The Internal Struggle, as you can read above, is not about overcoming the world, but about overcoming ourselves. This is what the entire Commedia concerns. Dante’s pilgrimage in the poem is a journey to the depths of himself. It is a journey of self-understanding, which includes coming to terms with what he must do to overcome the brokenness within himself that led him to such misery and confusion. This is why someone who is not a Christian, or who has no religious beliefs at all, can nevertheless profit immensely from reading Dante. The poet was a deeply committed Catholic, but his insights are universal. To preoccupy yourself with the Self is to live in Hell. But without confronting your inner demons, you will forever be on the run from your true Self, and the possibility of transformation.

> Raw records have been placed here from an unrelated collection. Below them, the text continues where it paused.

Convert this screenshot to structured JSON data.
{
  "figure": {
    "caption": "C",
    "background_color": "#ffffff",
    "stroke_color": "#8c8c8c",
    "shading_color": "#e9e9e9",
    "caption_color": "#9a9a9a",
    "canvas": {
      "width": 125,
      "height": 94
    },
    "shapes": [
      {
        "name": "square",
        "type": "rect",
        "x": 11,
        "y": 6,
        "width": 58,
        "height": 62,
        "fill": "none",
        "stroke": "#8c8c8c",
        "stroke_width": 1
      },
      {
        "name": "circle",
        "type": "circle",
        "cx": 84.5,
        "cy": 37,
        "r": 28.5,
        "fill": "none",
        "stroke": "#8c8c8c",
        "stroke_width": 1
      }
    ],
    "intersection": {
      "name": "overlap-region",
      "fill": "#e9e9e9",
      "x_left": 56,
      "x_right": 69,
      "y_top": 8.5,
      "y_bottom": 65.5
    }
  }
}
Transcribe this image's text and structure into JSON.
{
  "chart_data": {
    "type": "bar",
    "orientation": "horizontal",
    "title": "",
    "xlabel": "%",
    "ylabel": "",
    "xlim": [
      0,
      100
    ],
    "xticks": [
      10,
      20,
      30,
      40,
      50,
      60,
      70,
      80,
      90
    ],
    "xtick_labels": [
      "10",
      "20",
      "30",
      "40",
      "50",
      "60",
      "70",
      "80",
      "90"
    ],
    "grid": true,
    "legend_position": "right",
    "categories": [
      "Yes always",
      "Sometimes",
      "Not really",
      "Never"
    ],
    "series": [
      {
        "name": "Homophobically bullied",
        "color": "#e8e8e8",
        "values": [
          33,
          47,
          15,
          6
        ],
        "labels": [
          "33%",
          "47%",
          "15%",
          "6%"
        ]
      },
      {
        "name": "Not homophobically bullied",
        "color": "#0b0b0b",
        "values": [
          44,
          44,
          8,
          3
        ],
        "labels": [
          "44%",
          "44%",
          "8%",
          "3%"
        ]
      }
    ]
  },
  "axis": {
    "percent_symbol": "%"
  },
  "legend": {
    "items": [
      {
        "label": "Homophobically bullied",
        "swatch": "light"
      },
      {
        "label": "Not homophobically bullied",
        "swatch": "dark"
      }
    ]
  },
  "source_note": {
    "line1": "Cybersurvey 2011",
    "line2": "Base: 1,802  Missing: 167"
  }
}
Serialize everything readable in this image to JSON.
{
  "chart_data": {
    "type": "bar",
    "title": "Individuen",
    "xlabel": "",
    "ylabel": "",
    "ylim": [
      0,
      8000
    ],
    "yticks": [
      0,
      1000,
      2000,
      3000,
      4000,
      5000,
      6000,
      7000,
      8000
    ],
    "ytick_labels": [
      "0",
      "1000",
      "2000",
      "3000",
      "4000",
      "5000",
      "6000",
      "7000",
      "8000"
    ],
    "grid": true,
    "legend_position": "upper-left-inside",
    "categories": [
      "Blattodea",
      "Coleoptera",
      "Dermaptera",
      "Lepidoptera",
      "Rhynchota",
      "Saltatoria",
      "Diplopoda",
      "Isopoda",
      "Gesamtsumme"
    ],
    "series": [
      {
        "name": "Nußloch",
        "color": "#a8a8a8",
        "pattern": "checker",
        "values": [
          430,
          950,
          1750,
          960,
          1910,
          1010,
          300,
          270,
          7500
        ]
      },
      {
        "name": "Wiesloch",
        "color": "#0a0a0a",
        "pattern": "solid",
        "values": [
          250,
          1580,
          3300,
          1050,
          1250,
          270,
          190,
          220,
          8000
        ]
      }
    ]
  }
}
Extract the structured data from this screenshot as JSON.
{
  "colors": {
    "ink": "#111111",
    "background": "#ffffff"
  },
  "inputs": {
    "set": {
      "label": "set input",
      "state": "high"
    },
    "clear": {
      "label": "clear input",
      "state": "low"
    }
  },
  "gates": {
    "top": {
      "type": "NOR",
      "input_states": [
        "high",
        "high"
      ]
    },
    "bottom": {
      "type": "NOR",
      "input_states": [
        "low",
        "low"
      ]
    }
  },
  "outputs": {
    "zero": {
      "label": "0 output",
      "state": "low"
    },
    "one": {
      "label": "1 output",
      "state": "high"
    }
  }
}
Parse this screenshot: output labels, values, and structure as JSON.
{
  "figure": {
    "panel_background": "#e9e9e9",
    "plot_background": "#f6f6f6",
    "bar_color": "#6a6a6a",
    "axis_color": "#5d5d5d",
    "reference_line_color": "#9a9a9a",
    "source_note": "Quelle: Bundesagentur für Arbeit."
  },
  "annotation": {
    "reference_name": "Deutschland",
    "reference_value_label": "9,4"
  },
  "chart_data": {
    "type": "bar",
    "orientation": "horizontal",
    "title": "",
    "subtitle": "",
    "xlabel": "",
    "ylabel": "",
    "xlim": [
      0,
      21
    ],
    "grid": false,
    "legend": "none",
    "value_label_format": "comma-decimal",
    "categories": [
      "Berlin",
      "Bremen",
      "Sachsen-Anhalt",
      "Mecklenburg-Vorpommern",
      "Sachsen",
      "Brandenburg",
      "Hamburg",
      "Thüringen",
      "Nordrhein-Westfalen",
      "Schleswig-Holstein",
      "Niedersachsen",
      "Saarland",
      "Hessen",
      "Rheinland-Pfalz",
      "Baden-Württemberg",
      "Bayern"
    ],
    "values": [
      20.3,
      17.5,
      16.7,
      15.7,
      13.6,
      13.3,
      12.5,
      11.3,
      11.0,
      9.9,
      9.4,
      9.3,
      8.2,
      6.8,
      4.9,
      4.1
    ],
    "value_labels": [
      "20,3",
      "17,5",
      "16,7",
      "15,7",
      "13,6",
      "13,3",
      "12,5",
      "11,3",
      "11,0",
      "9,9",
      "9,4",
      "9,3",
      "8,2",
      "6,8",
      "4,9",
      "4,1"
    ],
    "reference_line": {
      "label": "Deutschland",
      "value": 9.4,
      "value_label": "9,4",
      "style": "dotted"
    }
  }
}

Obedience is a highly suspect concept in our individualistic, anti-authority age, but Brooks says it’s necessary to live a happy life. You have to submit yourself to some code or authority higher than the self, and stay true to it. This has never been easy, but may never have been more difficult than it is today, in what Charles Taylor called “a secular age” — meaning a time in which everything is questionable. About halfway through the Inferno, Dante encounters his old mentor, Brunetto Latini, who is thrilled to see him and to hear about his worldly success. Brunetto advises his charge to keep navigating by his own stars, and to seek fame. Brunetto’s advice is straight out of a contemporary self-help book. But Brunetto is in Hell.

The pilgrim Dante learns later that following one’s own constellation, and working to achieve worldly recognition, is all in vain. Do it for God, or at least for Truth. There are paths of wisdom that have been walked for thousands of years by wise men and women. Seek those out; they have stood the test of time. Dante, obviously, would see no true path except the Christian one. Where Brooks meets Dante, though, is in the idea that one should commit oneself to a tradition or way of life that directs one’s understanding and actions, and binds one to a code of conduct that doesn’t depend on one’s internal state or passions. This is how you find stability.

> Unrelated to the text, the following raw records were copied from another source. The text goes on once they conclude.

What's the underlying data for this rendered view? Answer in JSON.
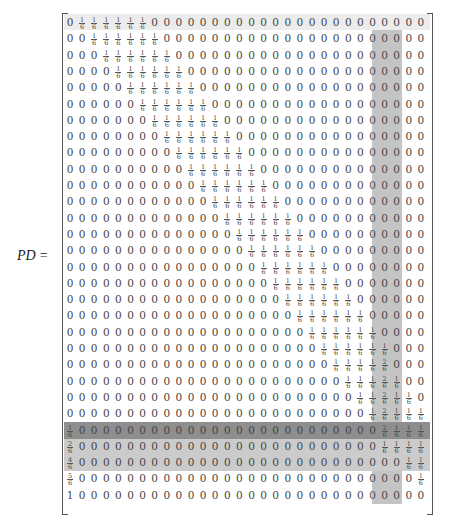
{
  "equation": {
    "lhs": "PD",
    "equals": "="
  },
  "highlights": {
    "row_bands": [
      {
        "row": 0,
        "color": "#ececec"
      },
      {
        "row": 25,
        "color": "#8e8e8e"
      },
      {
        "rows": [
          26,
          27
        ],
        "color": "#cbcbcb"
      }
    ],
    "column_band": {
      "columns": [
        26,
        27
      ],
      "from_row": 1,
      "to_row": 29,
      "color": "#c4c4c4"
    }
  },
  "matrix": {
    "size": [
      30,
      30
    ],
    "rows": [
      [
        "0",
        "1/6",
        "1/6",
        "1/6",
        "1/6",
        "1/6",
        "1/6",
        "0",
        "0",
        "0",
        "0",
        "0",
        "0",
        "0",
        "0",
        "0",
        "0",
        "0",
        "0",
        "0",
        "0",
        "0",
        "0",
        "0",
        "0",
        "0",
        "0",
        "0",
        "0",
        "0"
      ],
      [
        "0",
        "0",
        "1/6",
        "1/6",
        "1/6",
        "1/6",
        "1/6",
        "1/6",
        "0",
        "0",
        "0",
        "0",
        "0",
        "0",
        "0",
        "0",
        "0",
        "0",
        "0",
        "0",
        "0",
        "0",
        "0",
        "0",
        "0",
        "0",
        "0",
        "0",
        "0",
        "0"
      ],
      [
        "0",
        "0",
        "0",
        "1/6",
        "1/6",
        "1/6",
        "1/6",
        "1/6",
        "1/6",
        "0",
        "0",
        "0",
        "0",
        "0",
        "0",
        "0",
        "0",
        "0",
        "0",
        "0",
        "0",
        "0",
        "0",
        "0",
        "0",
        "0",
        "0",
        "0",
        "0",
        "0"
      ],
      [
        "0",
        "0",
        "0",
        "0",
        "1/6",
        "1/6",
        "1/6",
        "1/6",
        "1/6",
        "1/6",
        "0",
        "0",
        "0",
        "0",
        "0",
        "0",
        "0",
        "0",
        "0",
        "0",
        "0",
        "0",
        "0",
        "0",
        "0",
        "0",
        "0",
        "0",
        "0",
        "0"
      ],
      [
        "0",
        "0",
        "0",
        "0",
        "0",
        "1/6",
        "1/6",
        "1/6",
        "1/6",
        "1/6",
        "1/6",
        "0",
        "0",
        "0",
        "0",
        "0",
        "0",
        "0",
        "0",
        "0",
        "0",
        "0",
        "0",
        "0",
        "0",
        "0",
        "0",
        "0",
        "0",
        "0"
      ],
      [
        "0",
        "0",
        "0",
        "0",
        "0",
        "0",
        "1/6",
        "1/6",
        "1/6",
        "1/6",
        "1/6",
        "1/6",
        "0",
        "0",
        "0",
        "0",
        "0",
        "0",
        "0",
        "0",
        "0",
        "0",
        "0",
        "0",
        "0",
        "0",
        "0",
        "0",
        "0",
        "0"
      ],
      [
        "0",
        "0",
        "0",
        "0",
        "0",
        "0",
        "0",
        "1/6",
        "1/6",
        "1/6",
        "1/6",
        "1/6",
        "1/6",
        "0",
        "0",
        "0",
        "0",
        "0",
        "0",
        "0",
        "0",
        "0",
        "0",
        "0",
        "0",
        "0",
        "0",
        "0",
        "0",
        "0"
      ],
      [
        "0",
        "0",
        "0",
        "0",
        "0",
        "0",
        "0",
        "0",
        "1/6",
        "1/6",
        "1/6",
        "1/6",
        "1/6",
        "1/6",
        "0",
        "0",
        "0",
        "0",
        "0",
        "0",
        "0",
        "0",
        "0",
        "0",
        "0",
        "0",
        "0",
        "0",
        "0",
        "0"
      ],
      [
        "0",
        "0",
        "0",
        "0",
        "0",
        "0",
        "0",
        "0",
        "0",
        "1/6",
        "1/6",
        "1/6",
        "1/6",
        "1/6",
        "1/6",
        "0",
        "0",
        "0",
        "0",
        "0",
        "0",
        "0",
        "0",
        "0",
        "0",
        "0",
        "0",
        "0",
        "0",
        "0"
      ],
      [
        "0",
        "0",
        "0",
        "0",
        "0",
        "0",
        "0",
        "0",
        "0",
        "0",
        "1/6",
        "1/6",
        "1/6",
        "1/6",
        "1/6",
        "1/6",
        "0",
        "0",
        "0",
        "0",
        "0",
        "0",
        "0",
        "0",
        "0",
        "0",
        "0",
        "0",
        "0",
        "0"
      ],
      [
        "0",
        "0",
        "0",
        "0",
        "0",
        "0",
        "0",
        "0",
        "0",
        "0",
        "0",
        "1/6",
        "1/6",
        "1/6",
        "1/6",
        "1/6",
        "1/6",
        "0",
        "0",
        "0",
        "0",
        "0",
        "0",
        "0",
        "0",
        "0",
        "0",
        "0",
        "0",
        "0"
      ],
      [
        "0",
        "0",
        "0",
        "0",
        "0",
        "0",
        "0",
        "0",
        "0",
        "0",
        "0",
        "0",
        "1/6",
        "1/6",
        "1/6",
        "1/6",
        "1/6",
        "1/6",
        "0",
        "0",
        "0",
        "0",
        "0",
        "0",
        "0",
        "0",
        "0",
        "0",
        "0",
        "0"
      ],
      [
        "0",
        "0",
        "0",
        "0",
        "0",
        "0",
        "0",
        "0",
        "0",
        "0",
        "0",
        "0",
        "0",
        "1/6",
        "1/6",
        "1/6",
        "1/6",
        "1/6",
        "1/6",
        "0",
        "0",
        "0",
        "0",
        "0",
        "0",
        "0",
        "0",
        "0",
        "0",
        "0"
      ],
      [
        "0",
        "0",
        "0",
        "0",
        "0",
        "0",
        "0",
        "0",
        "0",
        "0",
        "0",
        "0",
        "0",
        "0",
        "1/6",
        "1/6",
        "1/6",
        "1/6",
        "1/6",
        "1/6",
        "0",
        "0",
        "0",
        "0",
        "0",
        "0",
        "0",
        "0",
        "0",
        "0"
      ],
      [
        "0",
        "0",
        "0",
        "0",
        "0",
        "0",
        "0",
        "0",
        "0",
        "0",
        "0",
        "0",
        "0",
        "0",
        "0",
        "1/6",
        "1/6",
        "1/6",
        "1/6",
        "1/6",
        "1/6",
        "0",
        "0",
        "0",
        "0",
        "0",
        "0",
        "0",
        "0",
        "0"
      ],
      [
        "0",
        "0",
        "0",
        "0",
        "0",
        "0",
        "0",
        "0",
        "0",
        "0",
        "0",
        "0",
        "0",
        "0",
        "0",
        "0",
        "1/6",
        "1/6",
        "1/6",
        "1/6",
        "1/6",
        "1/6",
        "0",
        "0",
        "0",
        "0",
        "0",
        "0",
        "0",
        "0"
      ],
      [
        "0",
        "0",
        "0",
        "0",
        "0",
        "0",
        "0",
        "0",
        "0",
        "0",
        "0",
        "0",
        "0",
        "0",
        "0",
        "0",
        "0",
        "1/6",
        "1/6",
        "1/6",
        "1/6",
        "1/6",
        "1/6",
        "0",
        "0",
        "0",
        "0",
        "0",
        "0",
        "0"
      ],
      [
        "0",
        "0",
        "0",
        "0",
        "0",
        "0",
        "0",
        "0",
        "0",
        "0",
        "0",
        "0",
        "0",
        "0",
        "0",
        "0",
        "0",
        "0",
        "1/6",
        "1/6",
        "1/6",
        "1/6",
        "1/6",
        "1/6",
        "0",
        "0",
        "0",
        "0",
        "0",
        "0"
      ],
      [
        "0",
        "0",
        "0",
        "0",
        "0",
        "0",
        "0",
        "0",
        "0",
        "0",
        "0",
        "0",
        "0",
        "0",
        "0",
        "0",
        "0",
        "0",
        "0",
        "1/6",
        "1/6",
        "1/6",
        "1/6",
        "1/6",
        "1/6",
        "0",
        "0",
        "0",
        "0",
        "0"
      ],
      [
        "0",
        "0",
        "0",
        "0",
        "0",
        "0",
        "0",
        "0",
        "0",
        "0",
        "0",
        "0",
        "0",
        "0",
        "0",
        "0",
        "0",
        "0",
        "0",
        "0",
        "1/6",
        "1/6",
        "1/6",
        "1/6",
        "1/6",
        "1/6",
        "0",
        "0",
        "0",
        "0"
      ],
      [
        "0",
        "0",
        "0",
        "0",
        "0",
        "0",
        "0",
        "0",
        "0",
        "0",
        "0",
        "0",
        "0",
        "0",
        "0",
        "0",
        "0",
        "0",
        "0",
        "0",
        "0",
        "1/6",
        "1/6",
        "1/6",
        "1/6",
        "1/6",
        "1/6",
        "0",
        "0",
        "0"
      ],
      [
        "0",
        "0",
        "0",
        "0",
        "0",
        "0",
        "0",
        "0",
        "0",
        "0",
        "0",
        "0",
        "0",
        "0",
        "0",
        "0",
        "0",
        "0",
        "0",
        "0",
        "0",
        "0",
        "1/6",
        "1/6",
        "1/6",
        "1/6",
        "2/6",
        "0",
        "0",
        "0"
      ],
      [
        "0",
        "0",
        "0",
        "0",
        "0",
        "0",
        "0",
        "0",
        "0",
        "0",
        "0",
        "0",
        "0",
        "0",
        "0",
        "0",
        "0",
        "0",
        "0",
        "0",
        "0",
        "0",
        "0",
        "1/6",
        "1/6",
        "1/6",
        "2/6",
        "1/6",
        "0",
        "0"
      ],
      [
        "0",
        "0",
        "0",
        "0",
        "0",
        "0",
        "0",
        "0",
        "0",
        "0",
        "0",
        "0",
        "0",
        "0",
        "0",
        "0",
        "0",
        "0",
        "0",
        "0",
        "0",
        "0",
        "0",
        "0",
        "1/6",
        "1/6",
        "2/6",
        "1/6",
        "1/6",
        "0"
      ],
      [
        "0",
        "0",
        "0",
        "0",
        "0",
        "0",
        "0",
        "0",
        "0",
        "0",
        "0",
        "0",
        "0",
        "0",
        "0",
        "0",
        "0",
        "0",
        "0",
        "0",
        "0",
        "0",
        "0",
        "0",
        "0",
        "1/6",
        "2/6",
        "1/6",
        "1/6",
        "1/6"
      ],
      [
        "1/6",
        "0",
        "0",
        "0",
        "0",
        "0",
        "0",
        "0",
        "0",
        "0",
        "0",
        "0",
        "0",
        "0",
        "0",
        "0",
        "0",
        "0",
        "0",
        "0",
        "0",
        "0",
        "0",
        "0",
        "0",
        "0",
        "2/6",
        "1/6",
        "1/6",
        "1/6"
      ],
      [
        "2/6",
        "0",
        "0",
        "0",
        "0",
        "0",
        "0",
        "0",
        "0",
        "0",
        "0",
        "0",
        "0",
        "0",
        "0",
        "0",
        "0",
        "0",
        "0",
        "0",
        "0",
        "0",
        "0",
        "0",
        "0",
        "0",
        "1/6",
        "1/6",
        "1/6",
        "1/6"
      ],
      [
        "4/6",
        "0",
        "0",
        "0",
        "0",
        "0",
        "0",
        "0",
        "0",
        "0",
        "0",
        "0",
        "0",
        "0",
        "0",
        "0",
        "0",
        "0",
        "0",
        "0",
        "0",
        "0",
        "0",
        "0",
        "0",
        "0",
        "0",
        "0",
        "1/6",
        "1/6"
      ],
      [
        "5/6",
        "0",
        "0",
        "0",
        "0",
        "0",
        "0",
        "0",
        "0",
        "0",
        "0",
        "0",
        "0",
        "0",
        "0",
        "0",
        "0",
        "0",
        "0",
        "0",
        "0",
        "0",
        "0",
        "0",
        "0",
        "0",
        "0",
        "0",
        "0",
        "1/6"
      ],
      [
        "1",
        "0",
        "0",
        "0",
        "0",
        "0",
        "0",
        "0",
        "0",
        "0",
        "0",
        "0",
        "0",
        "0",
        "0",
        "0",
        "0",
        "0",
        "0",
        "0",
        "0",
        "0",
        "0",
        "0",
        "0",
        "0",
        "0",
        "0",
        "0",
        "0"
      ]
    ]
  }
}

Finally, Acceptance, which for Brooks amounts to the ability to receive grace and in gratitude to affirm life’s goodness. This is one of the great lessons the pilgrim Dante learns in Paradiso. He has suffered the pain of exile, disgrace, and poverty, and cannot understand why God allowed this to happen to him. In Heaven, he learns that accepting things as part of the divine plan, even if we cannot hope to understand it, is necessary to a good life. As the nun Piccardà tells Dante, “In His will is our peace.” It is vain to expect justice in our earthly lives, but if we bear injustice in love, and trust in the God who is Love, we will find inner peace. This is very hard to do — this I know very well — but necessary.

Uri Friedman says that Brooks’s advice “inverts the reigning culture of self-help in this country.” True — and even more true for Dante’s vision, which expresses these moral principles and maps out the hard road from misery to joy in some of the most sublime verse ever written.